Britain's Defense Cuts

By Greg Scoblete
October 20, 2010

Britain's defense review not as bad as you think

The Guardian published a full list of what's on the chopping block. From a companion report:

'Britain's armed forces will no longer be able to mount the kind of operations conducted in Iraq and Afghanistan, the government's strategic defence review made clear today. For at least a decade it will also be impossible to deploy the kind of carrier taskforce which liberated the Falklands 28 years ago.

Though defence chiefs said today they will still have significant expeditionary forces, they will not be able to intervene on the scale of recent years. According to new defence planning assumptions, UK forces will be able to carry out one enduring brigade-level operation with up to 6,500 personnel, compared to the 10,000 now in Afghanistan, plus two smaller interventions, at any one time.

Alternatively, they will be able to mount a one-off, time-limited major intervention â?? "with sufficient warning" â?? of up to three brigades with about 30,000 personnel, which is two-thirds of the force deployed to Iraq in 2003.

'

This is being greeted with dismay in many corners but I think it's useful to keep in mind that if we accept the fact that waging preventative wars followed by large-scale military occupation is not the proper way to combat terrorism, then fielding a smaller army is not necessarily a major setback to international security. But it is rather absurd to build an aircraft carrier without the attendant aircraft to carry.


• **Work item**: Reproduce the following data exactly, minus any images.

• **Information provided**:
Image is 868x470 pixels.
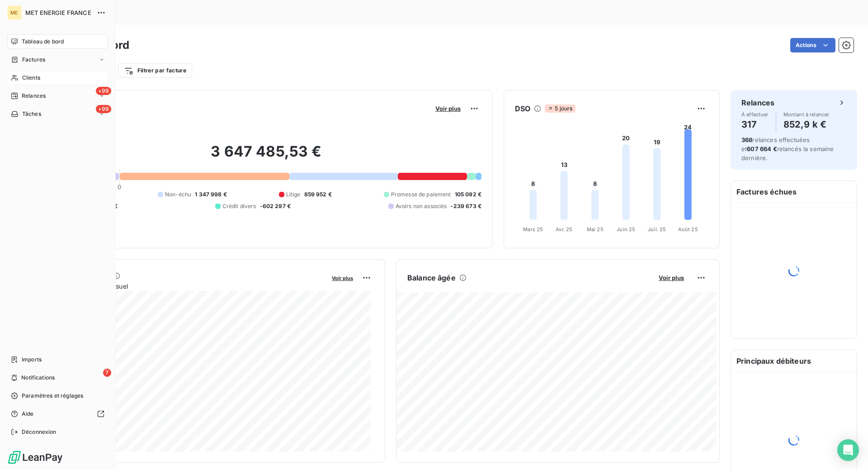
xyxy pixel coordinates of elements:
span: 105 092 € [455,190,482,199]
span: -239 673 € [450,202,482,210]
a: Factures [7,52,108,67]
a: +99Relances [7,89,108,103]
span: +99 [96,105,111,113]
span: À effectuer [742,111,769,117]
button: Voir plus [433,104,464,113]
span: Voir plus [435,105,461,112]
span: Litige [286,190,301,199]
div: Open Intercom Messenger [837,439,859,461]
tspan: Juin 25 [617,226,635,232]
h6: Relances [742,97,774,108]
span: 859 952 € [304,190,332,199]
h6: DSO [515,103,530,114]
span: 5 jours [545,104,575,113]
tspan: Août 25 [678,226,698,232]
a: Imports [7,352,108,366]
span: Non-échu [165,190,191,199]
a: Tableau de bord [7,34,108,49]
span: 0 [118,183,121,190]
span: Voir plus [659,274,684,281]
span: Voir plus [332,275,353,281]
span: +99 [96,87,111,95]
span: Notifications [21,374,55,381]
img: Logo LeanPay [7,450,64,464]
button: Filtrer par facture [118,64,192,78]
span: 7 [103,369,111,376]
button: Voir plus [329,274,356,281]
tspan: Mai 25 [587,226,604,232]
span: Relances [21,91,46,100]
span: Montant à relancer [784,111,829,117]
span: Promesse de paiement [391,190,452,199]
span: Tableau de bord [21,38,64,46]
span: Clients [22,74,40,82]
span: relances effectuées et relancés la semaine dernière. [742,136,834,161]
span: Avoirs non associés [396,202,447,210]
span: Paramètres et réglages [21,391,83,399]
span: 368 [742,136,752,144]
span: Tâches [22,110,41,118]
h4: 852,9 k € [784,117,829,131]
a: Paramètres et réglages [7,389,108,403]
h6: Principaux débiteurs [731,350,857,371]
tspan: Avr. 25 [556,226,572,232]
h4: 317 [742,117,769,131]
span: 1 347 998 € [195,190,227,199]
h6: Balance âgée [407,272,456,283]
span: Imports [21,355,41,364]
a: Clients [7,71,108,85]
tspan: Juil. 25 [648,226,666,232]
span: Factures [22,56,45,64]
span: 607 664 € [747,145,777,152]
span: Déconnexion [21,428,56,436]
a: +99Tâches [7,106,108,121]
button: Actions [790,38,835,52]
span: Aide [21,409,34,418]
span: Crédit divers [222,202,256,210]
span: Chiffre d'affaires mensuel [51,281,326,291]
h2: 3 647 485,53 € [51,142,482,169]
h6: Factures échues [731,181,857,203]
a: Aide [7,406,108,421]
button: Voir plus [656,274,687,281]
span: -602 297 € [260,202,291,210]
tspan: Mars 25 [523,226,543,232]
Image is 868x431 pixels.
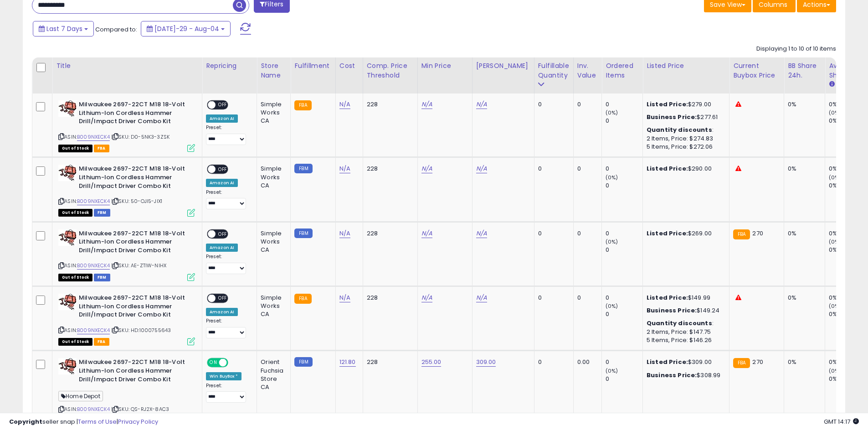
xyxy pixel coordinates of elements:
span: | SKU: HD:1000755643 [111,326,171,333]
div: : [646,126,722,134]
span: All listings that are currently out of stock and unavailable for purchase on Amazon [58,208,92,216]
div: 0 [538,229,566,237]
div: $279.00 [646,101,722,109]
span: OFF [227,358,241,366]
div: 0 [605,245,642,254]
div: Amazon AI [206,114,238,122]
div: Preset: [206,318,250,339]
div: 0 [538,357,566,365]
div: ASIN: [58,164,195,216]
div: Store Name [260,61,286,80]
div: 228 [366,357,410,365]
div: 0% [787,229,818,237]
a: N/A [339,293,350,302]
a: N/A [476,100,487,109]
div: BB Share 24h. [787,61,820,80]
small: (0%) [605,366,618,374]
img: 51twyN+b1vL._SL40_.jpg [58,357,76,374]
span: 270 [752,229,762,237]
span: All listings that are currently out of stock and unavailable for purchase on Amazon [58,273,92,281]
span: All listings that are currently out of stock and unavailable for purchase on Amazon [58,145,92,152]
a: 255.00 [421,357,442,366]
div: Cost [339,61,359,71]
div: $308.99 [646,371,722,379]
div: 0% [829,164,865,172]
div: Preset: [206,125,250,145]
div: 0 [538,101,566,109]
a: B009NXECK4 [77,198,110,205]
span: OFF [215,101,230,109]
small: (0%) [829,366,841,374]
span: ON [207,358,219,366]
div: ASIN: [58,357,195,423]
b: Business Price: [646,112,697,121]
b: Listed Price: [646,293,688,302]
a: N/A [421,164,433,173]
a: N/A [421,100,433,109]
div: 0 [538,294,566,302]
div: 0 [605,294,642,302]
small: FBA [732,357,750,367]
span: Home Depot [58,391,103,401]
div: seller snap | | [9,418,158,426]
div: 0 [577,294,594,302]
div: 0% [829,310,865,318]
div: 0% [829,229,865,237]
small: (0%) [605,173,618,180]
b: Quantity discounts [646,126,712,134]
div: 228 [366,101,410,109]
small: FBA [732,229,750,239]
div: Preset: [206,253,250,274]
img: 51twyN+b1vL._SL40_.jpg [58,229,76,245]
a: N/A [476,293,487,302]
b: Business Price: [646,305,697,314]
a: 121.80 [339,357,355,366]
a: 309.00 [476,357,496,366]
span: All listings that are currently out of stock and unavailable for purchase on Amazon [58,338,92,346]
div: 5 Items, Price: $272.06 [646,143,722,151]
small: (0%) [829,173,841,180]
div: 0% [829,374,865,383]
span: FBM [94,208,110,216]
span: | SKU: D0-5NK3-3ZSK [111,133,170,140]
div: ASIN: [58,229,195,280]
div: Title [56,61,198,71]
div: 228 [366,294,410,302]
div: 0 [605,181,642,189]
span: FBA [94,145,110,152]
div: Preset: [206,189,250,209]
a: N/A [339,164,350,173]
a: N/A [421,229,433,238]
a: N/A [421,293,433,302]
div: 0% [829,117,865,125]
small: (0%) [605,238,618,245]
div: Simple Works CA [260,294,284,319]
span: OFF [215,230,230,237]
div: $309.00 [646,357,722,365]
div: Avg BB Share [829,61,862,80]
b: Listed Price: [646,357,688,365]
div: 0.00 [577,357,594,365]
div: 228 [366,164,410,172]
b: Quantity discounts [646,319,712,327]
small: Avg BB Share. [829,80,834,88]
b: Milwaukee 2697-22CT M18 18-Volt Lithium-Ion Cordless Hammer Drill/Impact Driver Combo Kit [79,229,189,257]
b: Milwaukee 2697-22CT M18 18-Volt Lithium-Ion Cordless Hammer Drill/Impact Driver Combo Kit [79,294,189,321]
b: Milwaukee 2697-22CT M18 18-Volt Lithium-Ion Cordless Hammer Drill/Impact Driver Combo Kit [79,357,189,385]
a: N/A [476,164,487,173]
div: 0 [577,164,594,172]
div: Fulfillment [294,61,331,71]
div: Repricing [206,61,253,71]
img: 51twyN+b1vL._SL40_.jpg [58,294,76,310]
div: 228 [366,229,410,237]
a: N/A [339,229,350,238]
span: Last 7 Days [47,24,83,33]
div: $149.24 [646,306,722,314]
span: OFF [215,165,230,173]
div: 2 Items, Price: $147.75 [646,328,722,336]
div: Simple Works CA [260,229,284,254]
span: FBM [94,273,110,281]
div: 0 [605,164,642,172]
small: (0%) [829,238,841,245]
small: (0%) [829,109,841,116]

• **Response below**:
Image is 868x470 pixels.
xyxy pixel coordinates of elements:
span: 105 092 € [455,190,482,199]
span: -239 673 € [450,202,482,210]
a: Factures [7,52,108,67]
a: +99Relances [7,89,108,103]
span: +99 [96,105,111,113]
span: À effectuer [742,111,769,117]
button: Voir plus [433,104,464,113]
span: Voir plus [435,105,461,112]
span: Litige [286,190,301,199]
div: Open Intercom Messenger [837,439,859,461]
tspan: Juin 25 [617,226,635,232]
h6: Relances [742,97,774,108]
span: 859 952 € [304,190,332,199]
h6: DSO [515,103,530,114]
span: 5 jours [545,104,575,113]
tspan: Août 25 [678,226,698,232]
a: Imports [7,352,108,366]
span: Non-échu [165,190,191,199]
a: Tableau de bord [7,34,108,49]
span: 0 [118,183,121,190]
span: Voir plus [659,274,684,281]
span: Voir plus [332,275,353,281]
span: +99 [96,87,111,95]
span: Notifications [21,374,55,381]
img: Logo LeanPay [7,450,64,464]
button: Filtrer par facture [118,64,192,78]
span: 7 [103,369,111,376]
button: Voir plus [329,274,356,281]
tspan: Mai 25 [587,226,604,232]
span: Relances [21,91,46,100]
span: Montant à relancer [784,111,829,117]
span: Promesse de paiement [391,190,452,199]
span: Tableau de bord [21,38,64,46]
span: Clients [22,74,40,82]
span: relances effectuées et relancés la semaine dernière. [742,136,834,161]
span: Avoirs non associés [396,202,447,210]
span: Paramètres et réglages [21,391,83,399]
span: 368 [742,136,752,144]
span: Tâches [22,110,41,118]
h4: 852,9 k € [784,117,829,131]
a: Paramètres et réglages [7,389,108,403]
h6: Principaux débiteurs [731,350,857,371]
tspan: Avr. 25 [556,226,572,232]
h4: 317 [742,117,769,131]
span: 1 347 998 € [195,190,227,199]
h6: Balance âgée [407,272,456,283]
span: Imports [21,355,41,364]
a: Clients [7,71,108,85]
tspan: Juil. 25 [648,226,666,232]
span: Factures [22,56,45,64]
span: 607 664 € [747,145,777,152]
span: Déconnexion [21,428,56,436]
a: +99Tâches [7,106,108,121]
button: Actions [790,38,835,52]
span: Aide [21,409,34,418]
span: Crédit divers [222,202,256,210]
span: Chiffre d'affaires mensuel [51,281,326,291]
h2: 3 647 485,53 € [51,142,482,169]
h6: Factures échues [731,181,857,203]
a: Aide [7,406,108,421]
button: Voir plus [656,274,687,281]
span: -602 297 € [260,202,291,210]
tspan: Mars 25 [523,226,543,232]
Image is 868x431 pixels.
xyxy pixel coordinates of elements:
span: | SKU: HD:1000755643 [111,326,171,333]
div: : [646,126,722,134]
span: All listings that are currently out of stock and unavailable for purchase on Amazon [58,208,92,216]
div: 0 [538,229,566,237]
div: $279.00 [646,101,722,109]
span: OFF [227,358,241,366]
div: 0 [605,245,642,254]
div: Amazon AI [206,114,238,122]
div: Preset: [206,318,250,339]
div: 0 [538,357,566,365]
div: ASIN: [58,164,195,216]
div: Store Name [260,61,286,80]
div: 228 [366,357,410,365]
div: 0% [787,229,818,237]
a: N/A [339,293,350,302]
a: N/A [476,100,487,109]
div: BB Share 24h. [787,61,820,80]
small: (0%) [605,366,618,374]
img: 51twyN+b1vL._SL40_.jpg [58,357,76,374]
span: 270 [752,229,762,237]
span: All listings that are currently out of stock and unavailable for purchase on Amazon [58,273,92,281]
span: All listings that are currently out of stock and unavailable for purchase on Amazon [58,145,92,152]
a: 255.00 [421,357,442,366]
div: Cost [339,61,359,71]
div: $308.99 [646,371,722,379]
div: 0% [829,164,865,172]
div: Preset: [206,125,250,145]
div: 0 [538,101,566,109]
a: B009NXECK4 [77,198,110,205]
span: OFF [215,101,230,109]
small: (0%) [829,366,841,374]
span: ON [207,358,219,366]
div: ASIN: [58,357,195,423]
b: Business Price: [646,112,697,121]
b: Listed Price: [646,293,688,302]
a: N/A [421,164,433,173]
a: N/A [421,100,433,109]
div: 0 [538,294,566,302]
div: 0 [605,294,642,302]
small: FBA [732,357,750,367]
span: Home Depot [58,391,103,401]
div: seller snap | | [9,418,158,426]
div: 0 [577,294,594,302]
div: 0% [829,310,865,318]
div: 0% [829,229,865,237]
small: (0%) [605,173,618,180]
b: Quantity discounts [646,126,712,134]
div: 228 [366,101,410,109]
small: FBA [732,229,750,239]
div: Preset: [206,253,250,274]
img: 51twyN+b1vL._SL40_.jpg [58,229,76,245]
a: N/A [476,293,487,302]
b: Business Price: [646,305,697,314]
a: 121.80 [339,357,355,366]
a: 309.00 [476,357,496,366]
span: All listings that are currently out of stock and unavailable for purchase on Amazon [58,338,92,346]
div: 5 Items, Price: $272.06 [646,143,722,151]
small: (0%) [829,173,841,180]
div: 0% [829,374,865,383]
span: FBM [94,208,110,216]
span: | SKU: D0-5NK3-3ZSK [111,133,170,140]
div: ASIN: [58,229,195,280]
div: Title [56,61,198,71]
div: 228 [366,294,410,302]
div: 0 [605,181,642,189]
span: FBA [94,145,110,152]
div: Preset: [206,189,250,209]
a: N/A [339,164,350,173]
a: N/A [421,229,433,238]
a: N/A [421,293,433,302]
div: 0% [829,117,865,125]
small: (0%) [605,238,618,245]
div: Simple Works CA [260,294,284,319]
span: OFF [215,230,230,237]
div: $309.00 [646,357,722,365]
div: Avg BB Share [829,61,862,80]
b: Listed Price: [646,357,688,365]
div: 0.00 [577,357,594,365]
div: 228 [366,164,410,172]
b: Quantity discounts [646,319,712,327]
small: Avg BB Share. [829,80,834,88]
b: Milwaukee 2697-22CT M18 18-Volt Lithium-Ion Cordless Hammer Drill/Impact Driver Combo Kit [79,229,189,257]
b: Milwaukee 2697-22CT M18 18-Volt Lithium-Ion Cordless Hammer Drill/Impact Driver Combo Kit [79,294,189,321]
b: Milwaukee 2697-22CT M18 18-Volt Lithium-Ion Cordless Hammer Drill/Impact Driver Combo Kit [79,357,189,385]
a: N/A [476,164,487,173]
div: 0 [577,164,594,172]
div: Fulfillment [294,61,331,71]
div: Repricing [206,61,253,71]
img: 51twyN+b1vL._SL40_.jpg [58,294,76,310]
div: 228 [366,229,410,237]
a: N/A [339,229,350,238]
span: Last 7 Days [47,24,83,33]
div: $149.24 [646,306,722,314]
span: OFF [215,165,230,173]
div: 2 Items, Price: $147.75 [646,328,722,336]
div: Simple Works CA [260,229,284,254]
span: FBM [94,273,110,281]
div: 0 [605,164,642,172]
small: (0%) [829,238,841,245]
small: (0%) [829,109,841,116]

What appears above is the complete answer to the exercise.